Salt is the recurring cost: commonly one to three 40 pound bags a month. Add occasional resin cleaner, a brine tank cleanout every year or two, and eventual resin replacement after a decade or so of service.

Read chapter six
vii.

When to call a pro

Private wells, iron or sulfur problems, older plumbing, no drain nearby, or any uncertainty about code: these are the field marks of a job that wants a professional. Chapter seven includes the questions to ask before you hire one.

Read chapter seven
Part Three

Questions Missouri buyers ask

How do I know if my home in Missouri has hard water?

Common signs include white scale on faucets and showerheads, spotted glassware, soap that will not lather well, stiff laundry, and dry skin after showers. Much of Missouri sits on limestone and dolomite bedrock, so groundwater in the state commonly tests hard to very hard. A water test, either an in-home test or a mail-in lab kit, gives you an exact number in grains per gallon.

What size water softener does my household need?

Multiply the number of people in your home by your approximate daily water use per person, then by your water hardness in grains per gallon. That gives your daily softening requirement in grains. Most households do well with a unit sized to regenerate about once or twice a week. Our buyer's guide walks through the full calculation with a worked example.

Do salt-free water softeners actually work?

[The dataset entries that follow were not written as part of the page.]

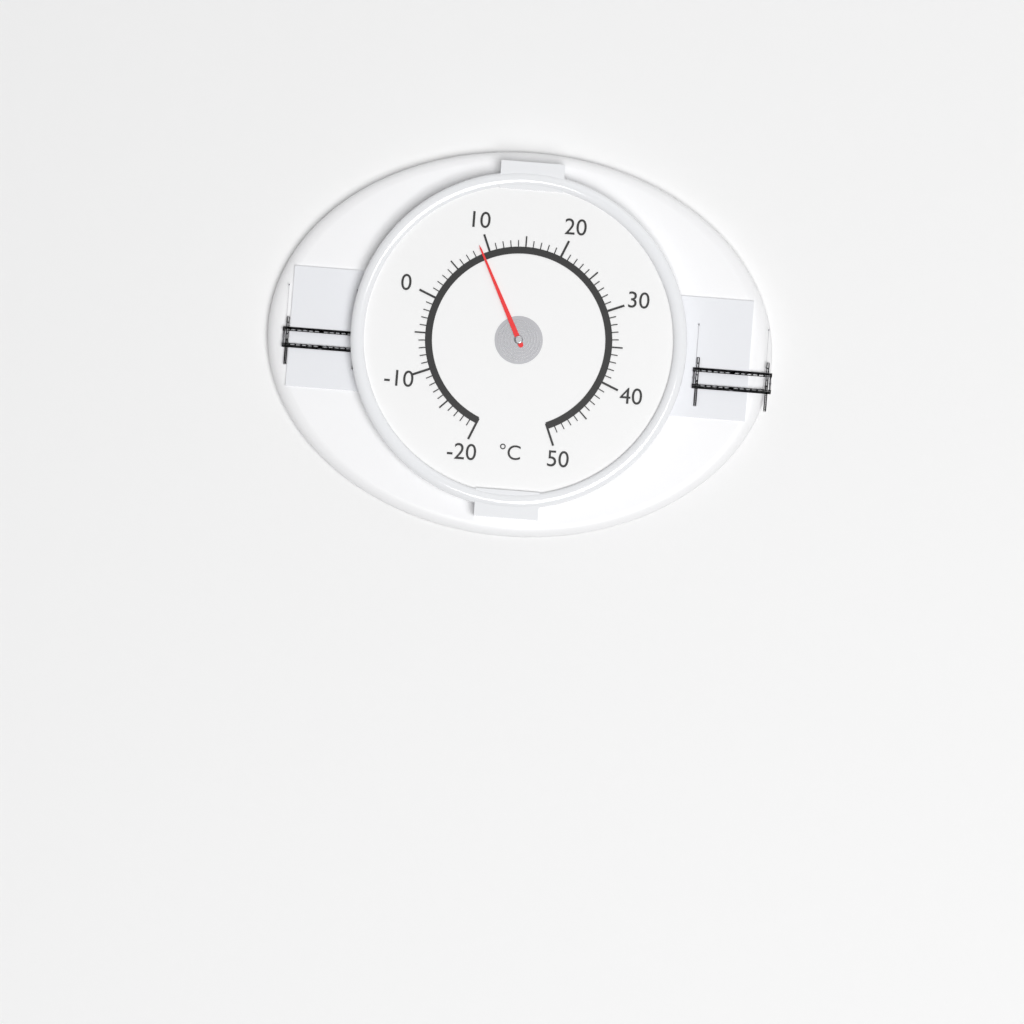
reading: 9 °C
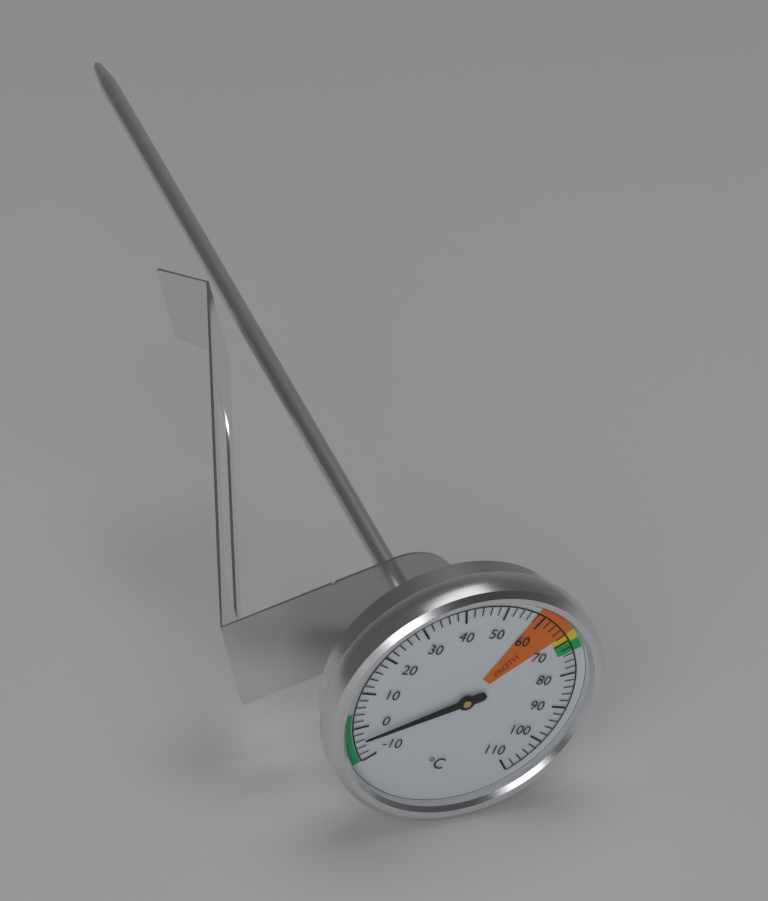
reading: -4 °C
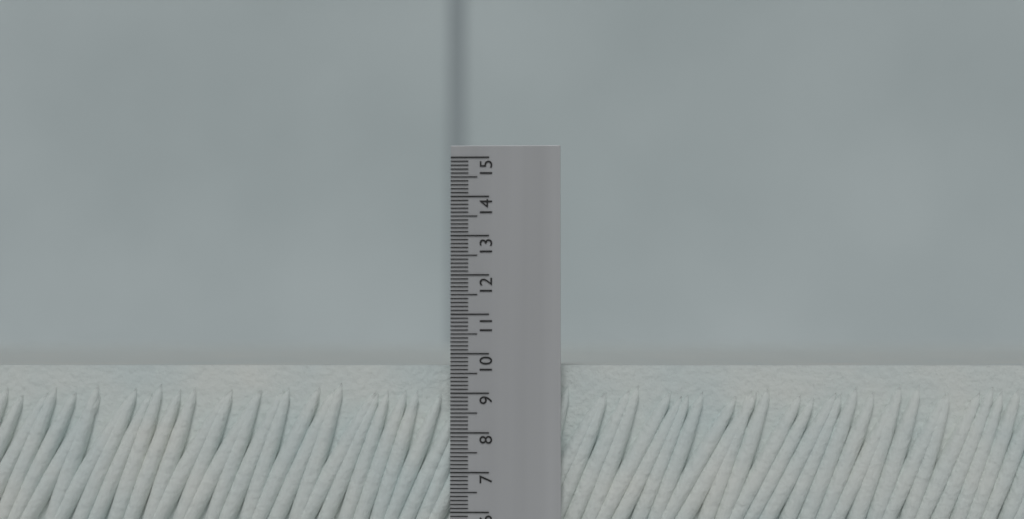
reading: 9.7 (no unit)
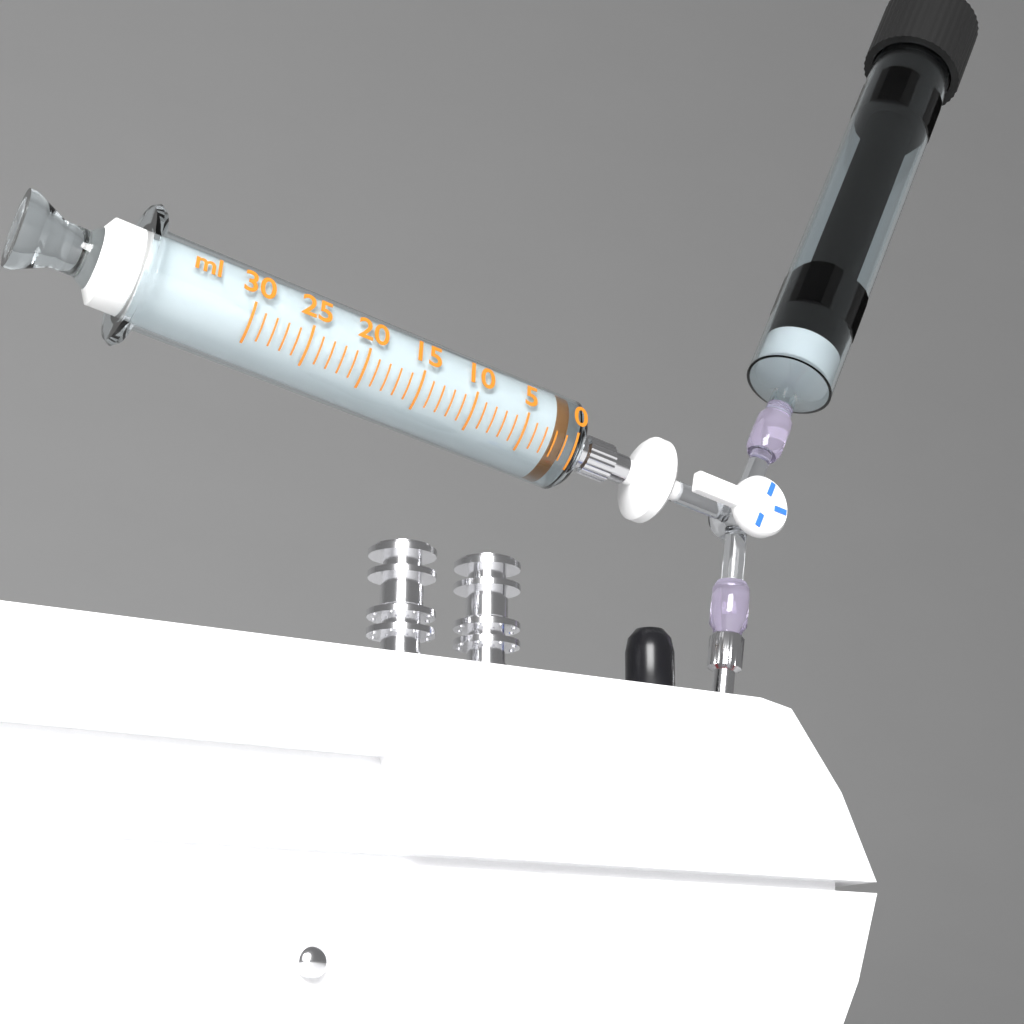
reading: 1 ml
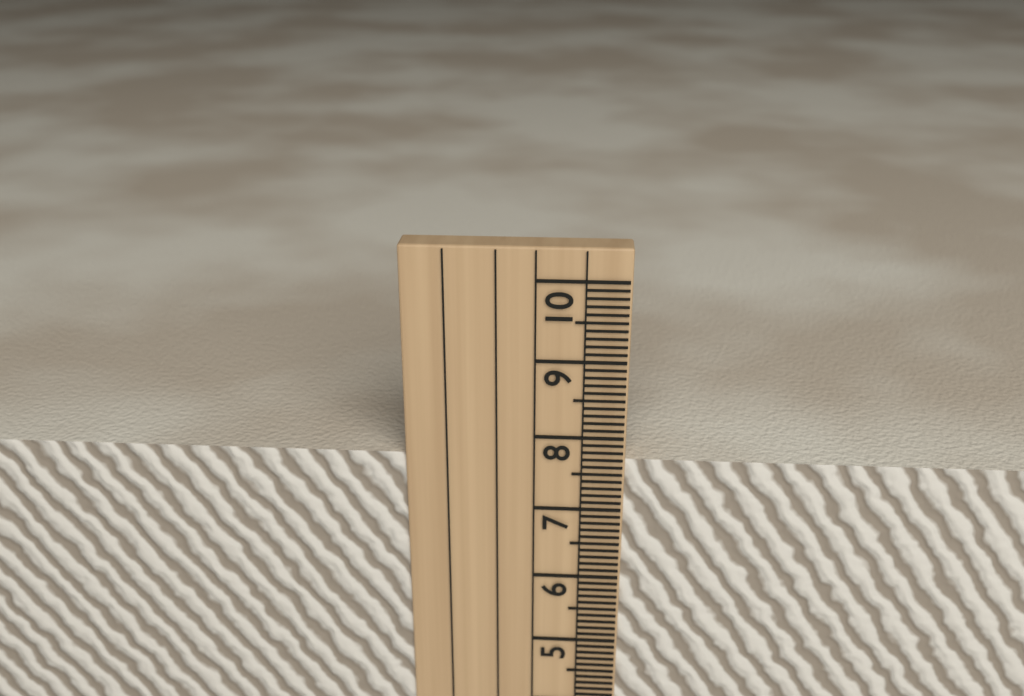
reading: 7.7 cm
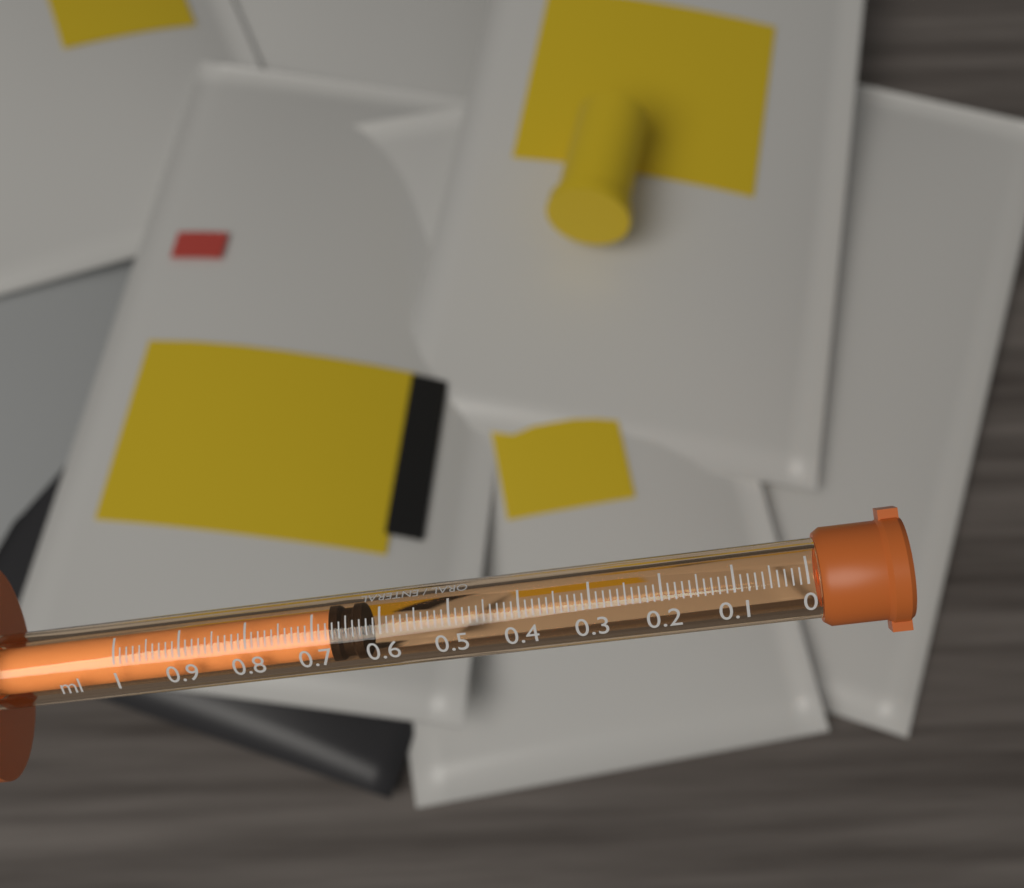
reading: 0.63 ml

Salt-free systems are conditioners, not softeners. Most use template assisted crystallization to reduce scale buildup, and they can do that reasonably well, but they do not remove calcium and magnesium from the water. If you want measurably soft water, only ion exchange softening delivers it. Chapter four of our guide covers the honest trade-offs.

How much does it cost to maintain a water softener?

The main recurring cost is salt. A typical household goes through roughly one to three 40 pound bags per month depending on hardness and water use. Beyond salt, plan on occasional resin cleaner, a brine tank cleanout every year or two, and a professional checkup if performance slips. Chapter six of our guide covers general cost ranges.

Can I install a water softener myself?

A confident DIYer with plumbing experience can install one, but the job involves cutting into the main water line, running a drain line with a proper air gap, and meeting local plumbing code, which varies by Missouri municipality. Private wells, iron staining, or sulfur odor make professional sizing and installation the safer choice.

Is softened water safe to drink?

For most people, yes. Ion exchange adds a small amount of sodium, roughly 8 milligrams per liter for each grain per gallon of hardness removed. People on strict sodium-restricted diets sometimes keep an unsoftened kitchen tap, add a reverse osmosis drinking system, or regenerate with potassium chloride instead. Ask your doctor if you are unsure.

Part Four

Request free quotes

Tell us who you are and where the water runs hard. A local specialist will call you back with testing and quote options. No obligation, no spam list.